I've been on a fishing boat full of strangers, and the only kid on the boat somehow finds me and we hang out. I like other people's kids (mine can get on my nerves after a while ;^) )

And I also must have a "retail face". I do work in a supermarket, but I can be shopping in any retail establishment, and someone will always mistake me for an employee. Always.

Oh, and PS> I still run into Christine and Leroy at the park. She's 5 months pregnant!!
posted by redvixen 10 September | 19:19
Yay, Christine! :-)
posted by occhiblu 10 September | 19:24
And I also must have a "retail face". I do work in a supermarket, but I can be shopping in any retail establishment, and someone will always mistake me for an employee.

Same here. When I lived in Miami one of the first Spanish phrases I mastered was "no trabajo aqui."
posted by jonmc 10 September | 19:25
Oh, and PS> I still run into Christine and Leroy at the park. She's 5 months pregnant!!


Wasn't me.
posted by It's Raining Florence Henderson 10 September | 19:30
I say hi to strangers all the time. It's middle-America thing, we all do it out here.
posted by octothorpe 10 September | 21:29
Yeah, I try to smile at strangers when I can (that is, when they make eye contact with me). But this woman this morning just went with a full-out, full-body grin that was totally inspiring. It was like finding a hundred dollar bill on the street.
posted by occhiblu 10 September | 21:40
It was like finding a hundred dollar bill on the street.


Now that was mine.
posted by It's Raining Florence Henderson 10 September | 22:22
I have a tendency to attract people who need directions.
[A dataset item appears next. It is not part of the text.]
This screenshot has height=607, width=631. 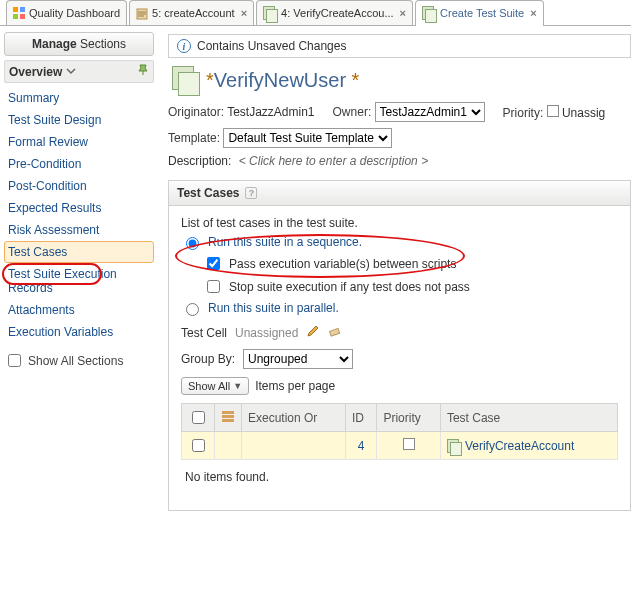 I want to click on execution-order-cell, so click(x=294, y=446).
No matter what city I'm in, people will walk or roll up and say "Pardon me? Could you help me get to . . .?" And if I happen to be visiting a city and say that I'm not a local, I often get surprised faces. The coolest direction question I got was from Nina Simone's personal assistant. She stopped me on Michigan to ask me where the NikeTown store was. I asked where she was from because her accent was intriguing. She said she was from Paris and was here with her boss. "Really? Who?" "Nina Simone." I turned into a fan girl for a minute and she laughed and then asked me for food recommendations. I gave her a few and I wish I knew where she ate that night. She really wanted soul food. But since she was just visiting Chicago, New York, and LA she didn't expect to get any real soul food. Anyway.
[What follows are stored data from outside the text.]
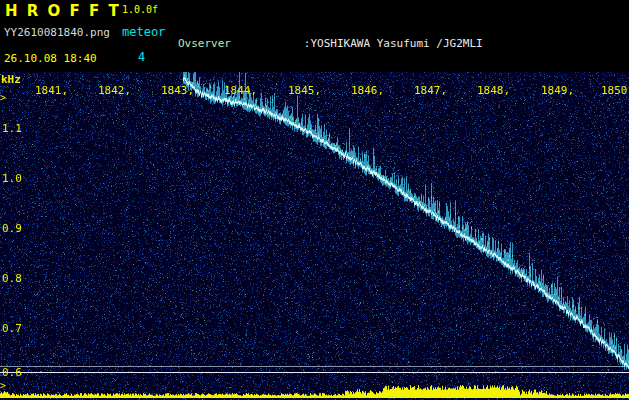 The image size is (629, 400). I want to click on app-title: H R O F F T, so click(63, 11).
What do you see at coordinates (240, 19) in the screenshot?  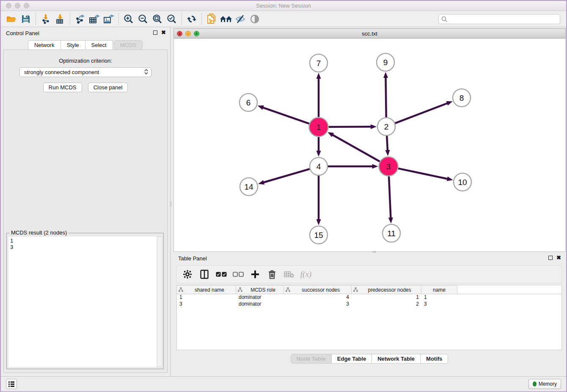 I see `eye-slash-icon` at bounding box center [240, 19].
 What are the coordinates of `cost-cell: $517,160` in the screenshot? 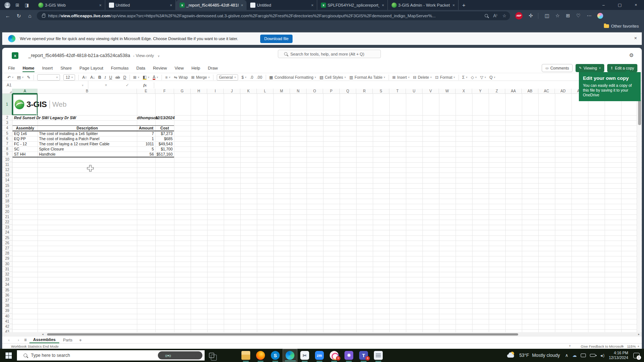 It's located at (164, 154).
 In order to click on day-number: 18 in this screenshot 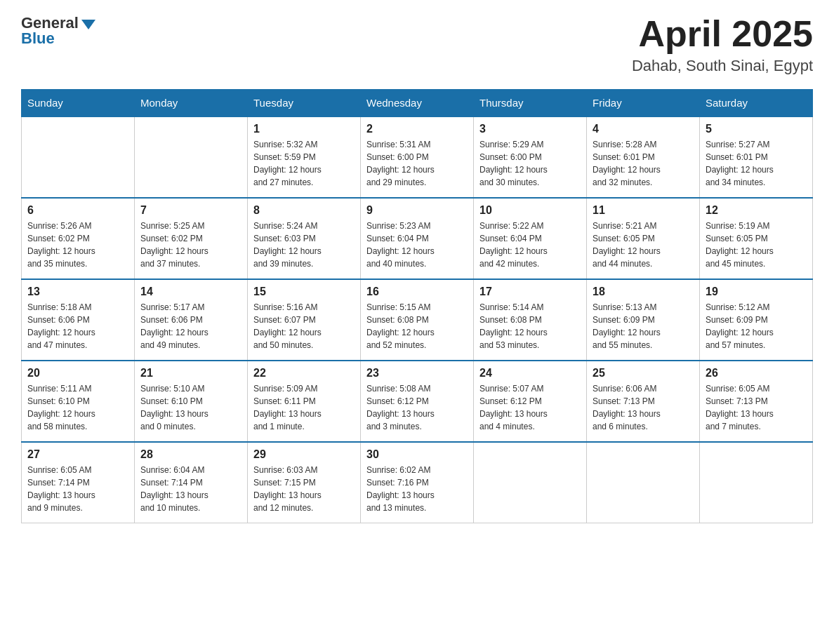, I will do `click(643, 292)`.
And me3dia probably thinks I make stuff up, but I'm often coming home with a "You'll never believe what I saw today" or "Guess what conversation I had?" Like the time I saw a hobbled woman easily in her 80s sit down next to a punk-kid on the train. She craned her neck to stare at a tattoo on his forearm and then said something in Yiddish and started to cry. He replied that he didn't speak Yiddish and told her about how it was the number assigned to his grandfather who was killed by the Nazis and since it was the only thing he had of his, he wanted to keep it with him always to remind him of how good he had life and how much worse things could be. No less than half a dozen people started crying on the train.
posted by Cinnamon 10 September | 22:31
Wow, Cinnamon. That's quite a story.
posted by Miko 10 September | 23:10
My wife greets strangers in the street. I look on bemusedly.
When we lived in Berkeley, she had 4 different people come up out of the blue to complement her on one particular green leather jacket.
Kids stare at me, though not as much as when I had mid-back length hair, beard and mustache.